33 After this thing Jeroboam didn't return from his evil way, but again made priests of the high places from among all the people. Whoever wanted to, he consecrated him, that there might be priests of the high places.
*Minor differences ignored. Grouped by changes, with first version listed as example.
Whosoever would, he consecrated him - i. e., he exercised no discretion, but allowed anyone to become a priest, without regard to birth, character, or social position. We may suspect from this that the office was not greatly sought, since no civil governor who cared to set up a priesthood would wish to degrade it in public estimation. Jeroboam did impose one limitation, which would have excluded the very poorest class. The candidate for consecration was obliged to make an offering consisting of one young bullock and seven rams 2-Chronicles 13:9.
Jeroboam returned not from his evil way - There is something exceedingly obstinate and perverse, as well as blinding and infatuating, in idolatry. The prediction lately delivered at Beth-el, and the miracles wrought in confirmation of it, were surely sufficient to have affected and alarmed any heart, not wholly and incorrigibly hardened; and yet they had no effect on Jeroboam!
Made - the lowest of the people priests - So hardy was this bad man in his idolatry that he did not even attempt to form any thing according to the model of God's true worship: he would have nothing like God and truth. In his calves, or rather oxen, he copied the manner of Egypt; and in the formation of his priesthood, he seems to have gone aside from all models. Amongst the worst of heathens, the priesthood was filled with respectable men; but Jeroboam took of the lowest of the people, and put them in that office.
Whosoever would, he consecrated him - He made no discrimination: any vagabond that offered was accepted even of those who had no character, who were too idle to work, and too stupid to learn.
After this thing Jeroboam (u) returned not from his evil way, but made again of the lowest of the people priests of the high places: whosoever would, he consecrated him, and he became [one] of the priests of the high places.
(u) So the wicked do not profit by God's threatenings, but go backward and become worse and worse, (2-Timothy 3:13).
After this thing Jeroboam returned not from his evil way,.... From the idolatrous practices he had started, and was establishing; though he had seen his altar rent, and the ashes poured out as the man of God predicted, his own hand withered, and that restored again upon the prayer of the prophet; and though he had heard of the death he died for his disobedience to the command of God, and the several marvellous things that attended it; these were so far from reforming him, that he seemed to be the more hardened thereby:
but made again of the lowest of the people priests of the high places: and officiated there, and indeed those of the tribe of Levi would not serve there, and therefore were expelled their cities; see 2-Chronicles 11:14.
But this did not lead Jeroboam to conversion. He turned not from his evil way, but continued to make high priests from the mass of the people. ויּעשׂ ויּשׁב, "he returned and made," i.e., he made again or continued to make.
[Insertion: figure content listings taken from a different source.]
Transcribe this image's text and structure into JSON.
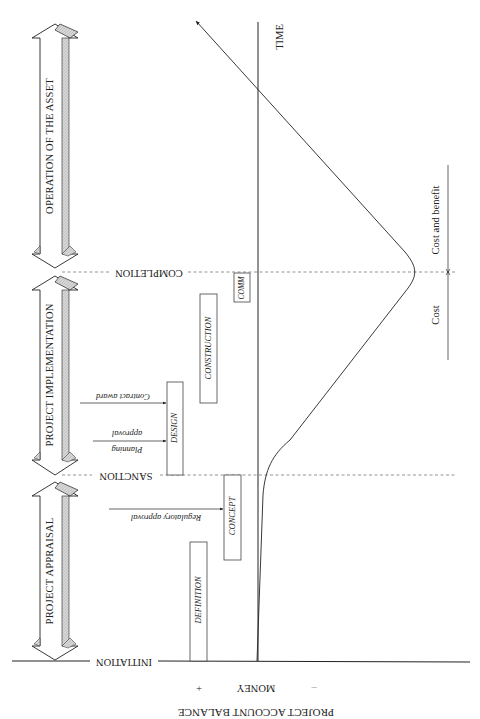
{
  "diagram": {
    "type": "project-lifecycle-money-time",
    "phases": [
      {
        "label": "OPERATION OF THE ASSET"
      },
      {
        "label": "PROJECT IMPLEMENTATION"
      },
      {
        "label": "PROJECT APPRAISAL"
      }
    ],
    "milestones": [
      {
        "label": "COMPLETION"
      },
      {
        "label": "SANCTION"
      },
      {
        "label": "INITIATION"
      }
    ],
    "stages": [
      {
        "label": "DEFINITION"
      },
      {
        "label": "CONCEPT"
      },
      {
        "label": "DESIGN"
      },
      {
        "label": "CONSTRUCTION"
      },
      {
        "label": "COMM"
      }
    ],
    "events": [
      {
        "label": "Regulatory approval"
      },
      {
        "label_line1": "Planning",
        "label_line2": "approval"
      },
      {
        "label": "Contract award"
      }
    ],
    "axes": {
      "time_label": "TIME",
      "money_label": "MONEY",
      "money_plus": "+",
      "money_minus": "–",
      "balance_label": "PROJECT ACCOUNT BALANCE"
    },
    "ranges": {
      "cost": "Cost",
      "cost_and_benefit": "Cost and benefit"
    },
    "colors": {
      "ink": "#222222",
      "arrow_shade": "#d4d4d4",
      "dash": "#666666"
    }
  }
}
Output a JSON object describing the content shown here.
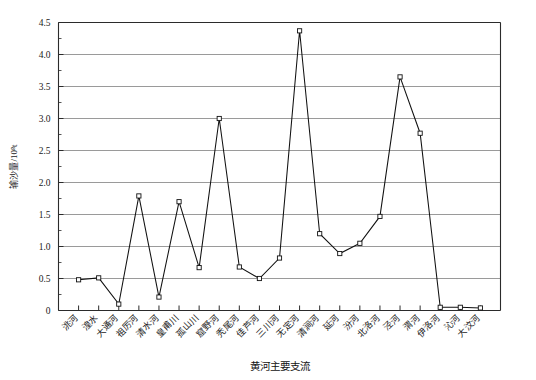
{
  "chart_data": {
    "type": "line",
    "title": "",
    "xlabel": "黄河主要支流",
    "ylabel": "输沙量/10⁸t",
    "ylim": [
      0,
      4.5
    ],
    "ytick_values": [
      0,
      0.5,
      1.0,
      1.5,
      2.0,
      2.5,
      3.0,
      3.5,
      4.0,
      4.5
    ],
    "ytick_labels": [
      "0",
      "0.5",
      "1.0",
      "1.5",
      "2.0",
      "2.5",
      "3.0",
      "3.5",
      "4.0",
      "4.5"
    ],
    "grid": "horizontal",
    "legend": "none",
    "marker": "open-square",
    "categories": [
      "洮河",
      "湟水",
      "大通河",
      "祖厉河",
      "清水河",
      "皇甫川",
      "孤山川",
      "窟野河",
      "秃尾河",
      "佳芦河",
      "三川河",
      "无定河",
      "清涧河",
      "延河",
      "汾河",
      "北洛河",
      "泾河",
      "渭河",
      "伊洛河",
      "沁河",
      "大汶河"
    ],
    "values": [
      0.48,
      0.51,
      0.1,
      1.79,
      0.21,
      1.7,
      0.67,
      3.0,
      0.68,
      0.5,
      0.82,
      4.37,
      1.2,
      0.89,
      1.05,
      1.47,
      3.65,
      2.77,
      0.05,
      0.05,
      0.04
    ],
    "series": [
      {
        "name": "输沙量",
        "values": [
          0.48,
          0.51,
          0.1,
          1.79,
          0.21,
          1.7,
          0.67,
          3.0,
          0.68,
          0.5,
          0.82,
          4.37,
          1.2,
          0.89,
          1.05,
          1.47,
          3.65,
          2.77,
          0.05,
          0.05,
          0.04
        ]
      }
    ]
  }
}
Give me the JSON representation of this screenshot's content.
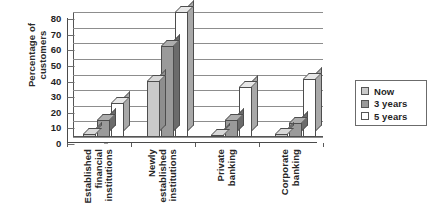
{
  "chart_data": {
    "type": "bar",
    "title": "",
    "subtitle": "",
    "xlabel": "",
    "ylabel": "Percentage of customers",
    "ylabel_lines": [
      "Percentage of",
      "customers"
    ],
    "ylim": [
      0,
      80
    ],
    "ytick_step": 10,
    "yticks": [
      80,
      70,
      60,
      50,
      40,
      30,
      20,
      10,
      0
    ],
    "grid": true,
    "grid_axis": "y",
    "legend_position": "right",
    "style": "3d-bar-grayscale",
    "categories": [
      "Established financial institutions",
      "Newly established institutions",
      "Private banking",
      "Corporate banking"
    ],
    "category_label_lines": [
      [
        "Established",
        "financial",
        "institutions"
      ],
      [
        "Newly",
        "established",
        "institutions"
      ],
      [
        "Private",
        "banking"
      ],
      [
        "Corporate",
        "banking"
      ]
    ],
    "series": [
      {
        "name": "Now",
        "color": "#c9c9c9",
        "values": [
          2,
          36,
          1,
          2
        ]
      },
      {
        "name": "3 years",
        "color": "#9a9a9a",
        "values": [
          11,
          58,
          11,
          9
        ]
      },
      {
        "name": "5 years",
        "color": "#ffffff",
        "values": [
          22,
          80,
          32,
          37
        ]
      }
    ]
  },
  "legend": {
    "items": [
      {
        "label": "Now",
        "swatch": "#c9c9c9"
      },
      {
        "label": "3 years",
        "swatch": "#9a9a9a"
      },
      {
        "label": "5 years",
        "swatch": "#ffffff"
      }
    ]
  },
  "axis": {
    "y_title_line1": "Percentage of",
    "y_title_line2": "customers"
  },
  "colors": {
    "series_now": "#c9c9c9",
    "series_3_years": "#9a9a9a",
    "series_5_years": "#ffffff",
    "gridline": "#8d8d8d",
    "axis": "#4a4a4a",
    "text": "#1f1f1f",
    "background": "#ffffff"
  }
}
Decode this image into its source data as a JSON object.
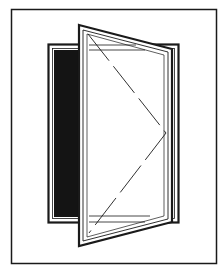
{
  "figure": {
    "colors": {
      "background": "#ffffff",
      "line": "#1a1a1a",
      "opening": "#141414"
    },
    "elements": [
      {
        "name": "outer-border"
      },
      {
        "name": "window-frame"
      },
      {
        "name": "dark-opening"
      },
      {
        "name": "open-sash"
      },
      {
        "name": "hinge-indicator-dashed-lines"
      }
    ]
  }
}
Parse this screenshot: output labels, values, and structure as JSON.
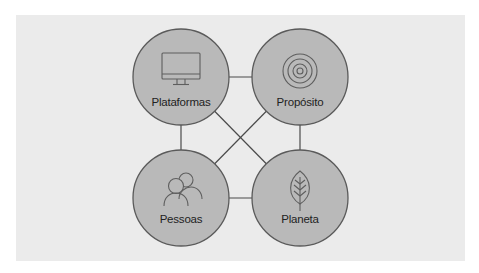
{
  "diagram": {
    "type": "four-node-network",
    "colors": {
      "page_background": "#ffffff",
      "panel_background": "#ebebeb",
      "node_fill": "#b9b9b9",
      "node_stroke": "#5a5a5a",
      "edge_color": "#4a4a4a",
      "icon_stroke": "#5e5e5e",
      "label_color": "#222222"
    },
    "nodes": [
      {
        "id": "plataformas",
        "label": "Plataformas",
        "icon": "monitor-icon",
        "position": "top-left"
      },
      {
        "id": "proposito",
        "label": "Propósito",
        "icon": "target-icon",
        "position": "top-right"
      },
      {
        "id": "pessoas",
        "label": "Pessoas",
        "icon": "people-icon",
        "position": "bottom-left"
      },
      {
        "id": "planeta",
        "label": "Planeta",
        "icon": "leaf-icon",
        "position": "bottom-right"
      }
    ],
    "edges": [
      {
        "from": "plataformas",
        "to": "proposito"
      },
      {
        "from": "pessoas",
        "to": "planeta"
      },
      {
        "from": "plataformas",
        "to": "pessoas"
      },
      {
        "from": "proposito",
        "to": "planeta"
      },
      {
        "from": "plataformas",
        "to": "planeta"
      },
      {
        "from": "proposito",
        "to": "pessoas"
      }
    ]
  }
}
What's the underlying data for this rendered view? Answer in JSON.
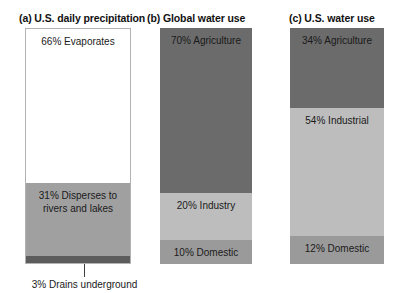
{
  "chart_data": {
    "type": "bar",
    "title": "",
    "layout": "three stacked 100% bar charts side by side",
    "grid": false,
    "legend": "none",
    "ylim": [
      0,
      100
    ],
    "ylabel": "",
    "xlabel": "",
    "panels": [
      {
        "id": "a",
        "title": "(a) U.S. daily precipitation",
        "segments": [
          {
            "label": "66% Evaporates",
            "value": 66,
            "name": "Evaporates",
            "color": "#ffffff",
            "label_position": "top"
          },
          {
            "label": "31% Disperses to\nrivers and lakes",
            "value": 31,
            "name": "Disperses to rivers and lakes",
            "color": "#a0a0a0",
            "label_position": "top"
          },
          {
            "label": "",
            "value": 3,
            "name": "Drains underground",
            "color": "#5c5c5c",
            "label_position": "external"
          }
        ],
        "annotation": {
          "text": "3% Drains underground",
          "value": 3,
          "leader": true
        }
      },
      {
        "id": "b",
        "title": "(b) Global water use",
        "segments": [
          {
            "label": "70% Agriculture",
            "value": 70,
            "name": "Agriculture",
            "color": "#6b6b6b",
            "label_position": "top"
          },
          {
            "label": "20% Industry",
            "value": 20,
            "name": "Industry",
            "color": "#bdbdbd",
            "label_position": "top"
          },
          {
            "label": "10% Domestic",
            "value": 10,
            "name": "Domestic",
            "color": "#9a9a9a",
            "label_position": "top"
          }
        ]
      },
      {
        "id": "c",
        "title": "(c) U.S. water use",
        "segments": [
          {
            "label": "34% Agriculture",
            "value": 34,
            "name": "Agriculture",
            "color": "#6b6b6b",
            "label_position": "top"
          },
          {
            "label": "54% Industrial",
            "value": 54,
            "name": "Industrial",
            "color": "#bdbdbd",
            "label_position": "top"
          },
          {
            "label": "12% Domestic",
            "value": 12,
            "name": "Domestic",
            "color": "#9a9a9a",
            "label_position": "top"
          }
        ]
      }
    ],
    "colors": {
      "white": "#ffffff",
      "light_gray": "#bdbdbd",
      "medium_gray": "#9a9a9a",
      "disperse_gray": "#a0a0a0",
      "dark_gray": "#6b6b6b",
      "darkest_gray": "#5c5c5c",
      "border": "#b3b3b3",
      "text": "#1a1a1a"
    }
  }
}
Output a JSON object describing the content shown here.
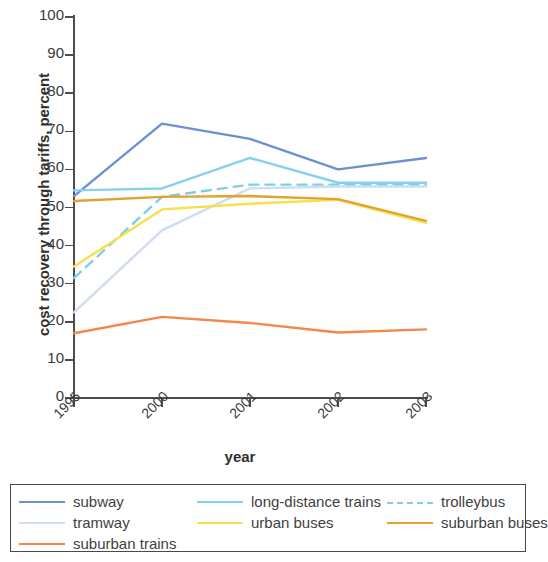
{
  "chart_data": {
    "type": "line",
    "title": "",
    "xlabel": "year",
    "ylabel": "cost recovery through tariffs, percent",
    "categories": [
      "1995",
      "2000",
      "2001",
      "2002",
      "2003"
    ],
    "ylim": [
      0,
      100
    ],
    "yticks": [
      0,
      10,
      20,
      30,
      40,
      50,
      60,
      70,
      80,
      90,
      100
    ],
    "grid": false,
    "legend_position": "bottom",
    "series": [
      {
        "name": "subway",
        "color": "#6e8fd0",
        "style": "solid",
        "values": [
          53.0,
          72.0,
          68.0,
          60.0,
          63.0
        ]
      },
      {
        "name": "long-distance trains",
        "color": "#86d2ec",
        "style": "solid",
        "values": [
          54.5,
          55.0,
          63.0,
          56.5,
          56.5
        ]
      },
      {
        "name": "trolleybus",
        "color": "#7fcfe4",
        "style": "dashed",
        "values": [
          31.5,
          52.8,
          56.0,
          56.0,
          56.0
        ]
      },
      {
        "name": "tramway",
        "color": "#cfdcf2",
        "style": "solid",
        "values": [
          22.5,
          44.0,
          55.0,
          55.5,
          55.5
        ]
      },
      {
        "name": "urban buses",
        "color": "#f7e04a",
        "style": "solid",
        "values": [
          34.5,
          49.5,
          51.0,
          52.0,
          46.0
        ]
      },
      {
        "name": "suburban buses",
        "color": "#e0a32e",
        "style": "solid",
        "values": [
          51.7,
          52.8,
          53.0,
          52.2,
          46.5
        ]
      },
      {
        "name": "suburban trains",
        "color": "#f4884c",
        "style": "solid",
        "values": [
          17.0,
          21.3,
          19.7,
          17.2,
          18.0
        ]
      }
    ]
  },
  "legend": {
    "rows": [
      [
        {
          "label": "subway",
          "series": 0
        },
        {
          "label": "long-distance trains",
          "series": 1
        },
        {
          "label": "trolleybus",
          "series": 2
        }
      ],
      [
        {
          "label": "tramway",
          "series": 3
        },
        {
          "label": "urban buses",
          "series": 4
        },
        {
          "label": "suburban buses",
          "series": 5
        }
      ],
      [
        {
          "label": "suburban trains",
          "series": 6
        }
      ]
    ]
  }
}
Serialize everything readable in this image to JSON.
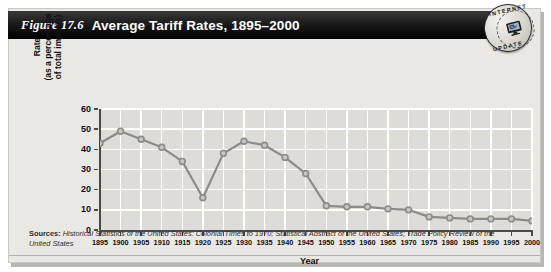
{
  "figure": {
    "number_label": "Figure 17.6",
    "title": "Average Tariff Rates, 1895–2000"
  },
  "badge": {
    "name": "internet-update-seal",
    "word_top": "INTERNET",
    "word_bottom": "UPDATE",
    "icon": "computer-monitor-icon"
  },
  "sources": {
    "prefix": "Sources:",
    "text": " Historical Statistics of the United States: Colonial Times to 1970; Statistical Abstract of the United States; Trade Policy Review of the United States"
  },
  "colors": {
    "title_bar": "#000000",
    "title_text": "#ffffff",
    "plot_background": "#dedcd6",
    "gridline": "#ffffff",
    "line": "#8d8b86",
    "marker_fill": "#c9c7c2",
    "axis": "#4c4a46",
    "card_background": "#e9e8e4"
  },
  "chart_data": {
    "type": "line",
    "title": "Average Tariff Rates, 1895–2000",
    "xlabel": "Year",
    "ylabel": "Rate (as a percentage of total imports)",
    "ylabel_lines": [
      "Rate",
      "(as a percentage",
      "of total imports)"
    ],
    "xlim": [
      1895,
      2000
    ],
    "ylim": [
      0,
      60
    ],
    "yticks": [
      0,
      10,
      20,
      30,
      40,
      50,
      60
    ],
    "xticks": [
      1895,
      1900,
      1905,
      1910,
      1915,
      1920,
      1925,
      1930,
      1935,
      1940,
      1945,
      1950,
      1955,
      1960,
      1965,
      1970,
      1975,
      1980,
      1985,
      1990,
      1995,
      2000
    ],
    "grid": true,
    "legend": null,
    "markers": "circle",
    "series": [
      {
        "name": "Average tariff rate",
        "x": [
          1895,
          1900,
          1905,
          1910,
          1915,
          1920,
          1925,
          1930,
          1935,
          1940,
          1945,
          1950,
          1955,
          1960,
          1965,
          1970,
          1975,
          1980,
          1985,
          1990,
          1995,
          2000
        ],
        "values": [
          43,
          49,
          45,
          41,
          34,
          16,
          38,
          44,
          42,
          36,
          28,
          12,
          11.5,
          11.5,
          10.5,
          10,
          6.5,
          6,
          5.5,
          5.5,
          5.5,
          4.5
        ]
      }
    ]
  }
}
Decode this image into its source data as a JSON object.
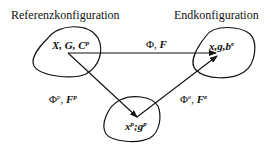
{
  "diagram": {
    "type": "configuration-mapping",
    "titles": {
      "reference": "Referenzkonfiguration",
      "final": "Endkonfiguration"
    },
    "nodes": {
      "reference": {
        "main": "X, G, C",
        "sup": "p"
      },
      "final": {
        "main": "x,g,b",
        "sup": "e"
      },
      "intermediate": {
        "x": "x",
        "x_sup": "p",
        "sep": ";",
        "g": "g",
        "g_sup": "p"
      }
    },
    "edges": {
      "total": {
        "phi": "Φ",
        "sep": ", ",
        "F": "F"
      },
      "plastic": {
        "phi": "Φ",
        "phi_sup": "p",
        "sep": ", ",
        "F": "F",
        "F_sup": "p"
      },
      "elastic": {
        "phi": "Φ",
        "phi_sup": "e",
        "sep": ", ",
        "F": "F",
        "F_sup": "e"
      }
    },
    "colors": {
      "stroke": "#111111",
      "background": "#ffffff"
    }
  }
}
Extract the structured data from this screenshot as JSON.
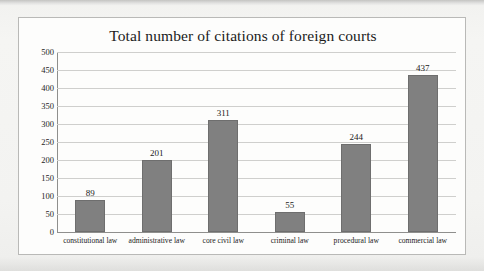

For the fact itself compare 1-Kings 12:31. "Whoever had pleasure (החפץ, cf., Ges. 109), he filled his hand, that he might become a priest of the high places." מלּא את־ידו, to fill the hand, is the technical expression for investing with the priesthood, according to the rite prescribed for the consecration of the priests, namely, to place sacrificial gifts in the hands of the persons to be consecrated (see at Leviticus 7:37 and Leviticus 8:25.). The plural בּמות כּהני is used with indefinite generality: that he might be ranked among the priests of high places.
After this - That is, after all these things: the singular number put for the plural; after so many, and evident, and successive miracles. Made again - He abated not so much as a circumstance in his idolatrous worship. Whosoever - Without any respect to tribe or family, or integrity of body, or mind, or life; all which were to be regarded in the priesthood.
*More commentary available at chapter level.